Well, after all that, we could still have our preferences, but at least we would understand precisely what we were rejecting. 

We might even find common ground. The dumplings are made from a crust-like dough. We might allow that, grudgingly. We might all relinquish our claim to be “the original” now that we know about the robins. And we could also agree that robin meat is so passé. 

Of course it’s usually more complicated than pot pie and sometimes the disconnect is actually in bad analogous reasoning, which is a subject for another day. But when we start by defining terms, and realize our disagreements are fundamental, we can avoid polarizing reactions (wrong=stupid=subhuman-conspirator). It is much easier to vilify and dehumanize over opinions held further down the line, so to speak. At the very least, we can calmly agree that we are often speaking different languages.

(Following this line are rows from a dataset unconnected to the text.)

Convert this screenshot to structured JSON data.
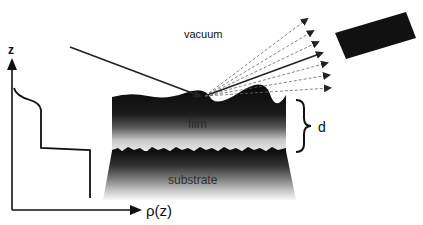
{
  "labels": {
    "vacuum": "vacuum",
    "film": "film",
    "substrate": "substrate",
    "thickness": "d",
    "z_axis": "z",
    "rho_axis": "ρ(z)"
  },
  "colors": {
    "ink": "#111111",
    "film_dark": "#0d0d0d",
    "interface_light": "#d8d8d8",
    "substrate_fade": "#f4f4f4",
    "ray_dashed": "#555555"
  },
  "elements": {
    "incident_beam": "incident-ray",
    "reflected_beams": 7,
    "detector": "detector"
  }
}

We should ask logical consistency of everyone, but if we acknowledge different starting points, than we can reasonably expect incompatible conclusions, and recognize an honest human process that yields them.

Truth is one, and most of us are missing it to some degree. Which means that in some cases, opposed positions can each contain some truth and some faulty reasoning. It also means that sometimes false premises invalidate conclusions. But even if I think you have both started and ended wrong, fully understanding someone’s reasoning helps us be kinder because most people aren’t actually plotting the world’s fiery end.